At least half of the 44 issues defendant submitted for summary judgment were found to be improper issues for s.j., and of the 763 evidentiary objections made by defendant, a third failed to quote the evidence objected to, and many were found to be frivolous. The court wondered if this might be due to a lack of supervision of junior lawyers.
The appellate court noted more generally:
“Some particular criticism is directed to the [summary judgment] procedure in employment litigation, including that it is being abused, especially by deep pocket defendants to overwhelm less well?funded litigants. More significantly, it has been said that courts are sometimes making determinations properly reserved for the factfinder, sometimes drawing inferences in the employer’s favor, sometimes requiring the employees to essentially prove their case at the summary judgment stage. Here we confront the poster child for such criticism….”
More than 1,000 pages to demonstrate no material issues of fact? That should have been a tipoff from the very beginning.

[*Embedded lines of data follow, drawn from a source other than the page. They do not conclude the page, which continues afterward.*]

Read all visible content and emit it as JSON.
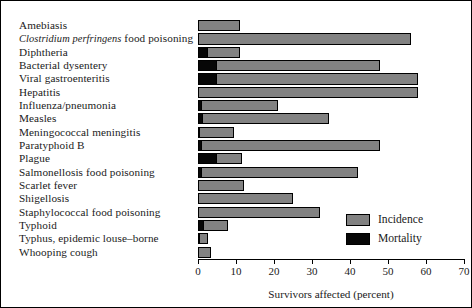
{
  "chart_data": {
    "type": "bar",
    "orientation": "horizontal",
    "title": "",
    "xlabel": "Survivors affected (percent)",
    "ylabel": "",
    "xlim": [
      0,
      70
    ],
    "xticks": [
      0,
      10,
      20,
      30,
      40,
      50,
      60,
      70
    ],
    "grid": false,
    "legend_position": "inside-lower-right",
    "colors": {
      "incidence": "#828282",
      "mortality": "#070707",
      "axis": "#000000",
      "background": "#ffffff"
    },
    "legend": [
      {
        "label": "Incidence",
        "color": "#828282"
      },
      {
        "label": "Mortality",
        "color": "#070707"
      }
    ],
    "categories": [
      "Amebiasis",
      "Clostridium perfringens food poisoning",
      "Diphtheria",
      "Bacterial dysentery",
      "Viral gastroenteritis",
      "Hepatitis",
      "Influenza/pneumonia",
      "Measles",
      "Meningococcal meningitis",
      "Paratyphoid B",
      "Plague",
      "Salmonellosis food poisoning",
      "Scarlet fever",
      "Shigellosis",
      "Staphylococcal food poisoning",
      "Typhoid",
      "Typhus, epidemic louse-borne",
      "Whooping cough"
    ],
    "series": [
      {
        "name": "Incidence",
        "values": [
          11,
          56,
          11,
          48,
          58,
          58,
          21,
          34.5,
          9.5,
          48,
          11.5,
          42,
          12,
          25,
          32,
          8,
          2.5,
          3.5
        ]
      },
      {
        "name": "Mortality",
        "values": [
          0,
          0,
          2.6,
          5,
          5,
          0,
          1,
          1.2,
          0.6,
          1,
          5,
          1,
          0,
          0,
          0,
          1.5,
          0.6,
          0
        ]
      }
    ]
  },
  "labels": {
    "rows": [
      {
        "text": "Amebiasis",
        "italic_prefix": ""
      },
      {
        "text": " food poisoning",
        "italic_prefix": "Clostridium perfringens"
      },
      {
        "text": "Diphtheria",
        "italic_prefix": ""
      },
      {
        "text": "Bacterial dysentery",
        "italic_prefix": ""
      },
      {
        "text": "Viral gastroenteritis",
        "italic_prefix": ""
      },
      {
        "text": "Hepatitis",
        "italic_prefix": ""
      },
      {
        "text": "Influenza/pneumonia",
        "italic_prefix": ""
      },
      {
        "text": "Measles",
        "italic_prefix": ""
      },
      {
        "text": "Meningococcal meningitis",
        "italic_prefix": ""
      },
      {
        "text": "Paratyphoid B",
        "italic_prefix": ""
      },
      {
        "text": "Plague",
        "italic_prefix": ""
      },
      {
        "text": "Salmonellosis food poisoning",
        "italic_prefix": ""
      },
      {
        "text": "Scarlet fever",
        "italic_prefix": ""
      },
      {
        "text": "Shigellosis",
        "italic_prefix": ""
      },
      {
        "text": "Staphylococcal food poisoning",
        "italic_prefix": ""
      },
      {
        "text": "Typhoid",
        "italic_prefix": ""
      },
      {
        "text": "Typhus, epidemic louse–borne",
        "italic_prefix": ""
      },
      {
        "text": "Whooping cough",
        "italic_prefix": ""
      }
    ]
  }
}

Obviously, the trial court did not find defendant’s motion to be improper or overly burdensome. If the appellate court’s ruling is correct, the trial judge – not defense counsel – seems to be most at fault. The real issue here is whether summary judgment was properly granted, not the burden on the courts. Doesn’t the appellate court’s “concern” about the burden on the courts rings hollow with respect to the trial court? Isn’t it really just a complaint about having to deal with a voluminous record? Presumably, all of the issues raised at the summary judgment stage would have been (and now will have to) dealt with before or at trial. Does raising them by summary judgment do anything other than change the time at which they are considered, as opposed to increasing the burden to the trial court, with the possible benefit of saving judicial resources if summary judgment is appropriate? If summary judgment should not have been granted because there was a genuine issue of material fact, then so be it, and the appellate court can write an opinion to that effect. The rest of the opinion sounds like whining.